For the known y_n, n=1 to 48, I get:
0.664 1.489 2.308 2.805 3.700 4.087 4.247 4.954 5.930 6.475 6.741 6.988 9.025 9.245 10.320 11.105 11.155 11.651 12.054 12.110 13.242 13.279 13.452 14.283 14.405 14.502 15.441 16.396 16.753 17.010 17.721 19.529 19.713 20.262 20.415 21.505 21.526 22.733 23.682 24.323 24.518 24.630 24.857 24.957 25.147 25.345 25.361 25.786 (48 values).
Chris Caldwell states that this gives: "a correlation coefficient R^2 = 0.9919".

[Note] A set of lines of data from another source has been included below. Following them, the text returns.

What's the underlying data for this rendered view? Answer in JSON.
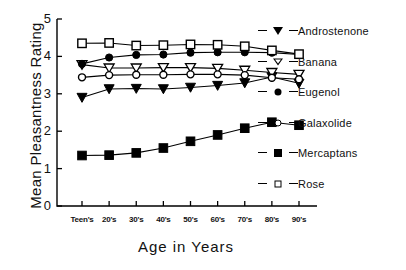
{
  "chart_data": {
    "type": "line",
    "title": "",
    "xlabel": "Age  in  Years",
    "ylabel": "Mean Pleasantness Rating",
    "categories": [
      "Teen's",
      "20's",
      "30's",
      "40's",
      "50's",
      "60's",
      "70's",
      "80's",
      "90's"
    ],
    "ylim": [
      0,
      5
    ],
    "yticks": [
      0,
      1,
      2,
      3,
      4,
      5
    ],
    "grid": false,
    "legend_position": "right",
    "series": [
      {
        "name": "Androstenone",
        "marker": "triangle-down-filled",
        "values": [
          2.9,
          3.13,
          3.14,
          3.13,
          3.17,
          3.22,
          3.29,
          3.45,
          3.28
        ]
      },
      {
        "name": "Banana",
        "marker": "triangle-down-open",
        "values": [
          3.78,
          3.69,
          3.69,
          3.7,
          3.7,
          3.68,
          3.63,
          3.57,
          3.52
        ]
      },
      {
        "name": "Eugenol",
        "marker": "circle-filled",
        "values": [
          3.8,
          3.97,
          4.04,
          4.05,
          4.1,
          4.11,
          4.11,
          4.1,
          4.05
        ]
      },
      {
        "name": "Galaxolide",
        "marker": "circle-open",
        "values": [
          3.44,
          3.5,
          3.51,
          3.51,
          3.52,
          3.52,
          3.5,
          3.43,
          3.39
        ]
      },
      {
        "name": "Mercaptans",
        "marker": "square-filled",
        "values": [
          1.35,
          1.36,
          1.42,
          1.55,
          1.73,
          1.9,
          2.08,
          2.24,
          2.16
        ]
      },
      {
        "name": "Rose",
        "marker": "square-open",
        "values": [
          4.35,
          4.36,
          4.29,
          4.3,
          4.32,
          4.31,
          4.27,
          4.16,
          4.06
        ]
      }
    ]
  },
  "legend": {
    "items": [
      {
        "label": "Androstenone",
        "marker": "triangle-down-filled"
      },
      {
        "label": "Banana",
        "marker": "triangle-down-open"
      },
      {
        "label": "Eugenol",
        "marker": "circle-filled"
      },
      {
        "label": "Galaxolide",
        "marker": "circle-open"
      },
      {
        "label": "Mercaptans",
        "marker": "square-filled"
      },
      {
        "label": "Rose",
        "marker": "square-open"
      }
    ]
  },
  "colors": {
    "ink": "#000000",
    "background": "#ffffff"
  }
}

I get that this is the "Coefficient of determination" R^2: http://en.wikipedia.org/wiki/Coefficient_of_determination
the square of Pearson's r: http://en.wikipedia.org/wiki/Pearson_product-moment_correlation_coefficient#For_a_sample
These commands show my computation of R^2:
? ybar = (sum(X=1,48,y[X]))/48.0000000000000 %94 = 14.538509898083550641780687795589356676
? A = sum(X=1,48, (x[X] - xbar)*(y[X]-ybar)) %95 = 5088.1949729587201638754833533863947090
? B = sum(X=1,48, (x[X]-xbar)^2) %96 = 9212.0000000000000000000000000000000000
? C = sum(X=1,48, (y[X]-ybar)^2) %97 = 2833.5016529801736003925746709139375204
? B=sqrt(B) %98 = 95.979164405614617749102200287187885447
? C = sqrt(C) %99 = 53.230645806529283553703786993969466052
? r = A/(B*C) %100 = 0.99592135484160784915459792443098549831
? R2 = r*r %101 = 0.99185934502954377404245361220842196837
? R2 %102 = 0.99185934502954377404245361220842196837
Let's compare: Caldwell obtains R^2 = 0.9919 (Ok).
===
Now, Poisson processes are memoryless http://en.wikipedia.org/wiki/Poisson_process
So, if Y_i for i=1 to 48 are the arrival times (of the event number i) in a Poisson process, a sample,
and X_i = i for i = 1 to 48, what is the distribution of Z= R^2, the square of Pearson's r ?
And in particular what are the chances that Z >= 0.9919 ? (the R^2 for the Mersennes).
David Bernier
-- dracut:/# lvm vgcfgrestore File descriptor 9 (/.console_lock) leaked on lvm invocation. Parent PID 993: sh Please specify a *single* volume group to restore.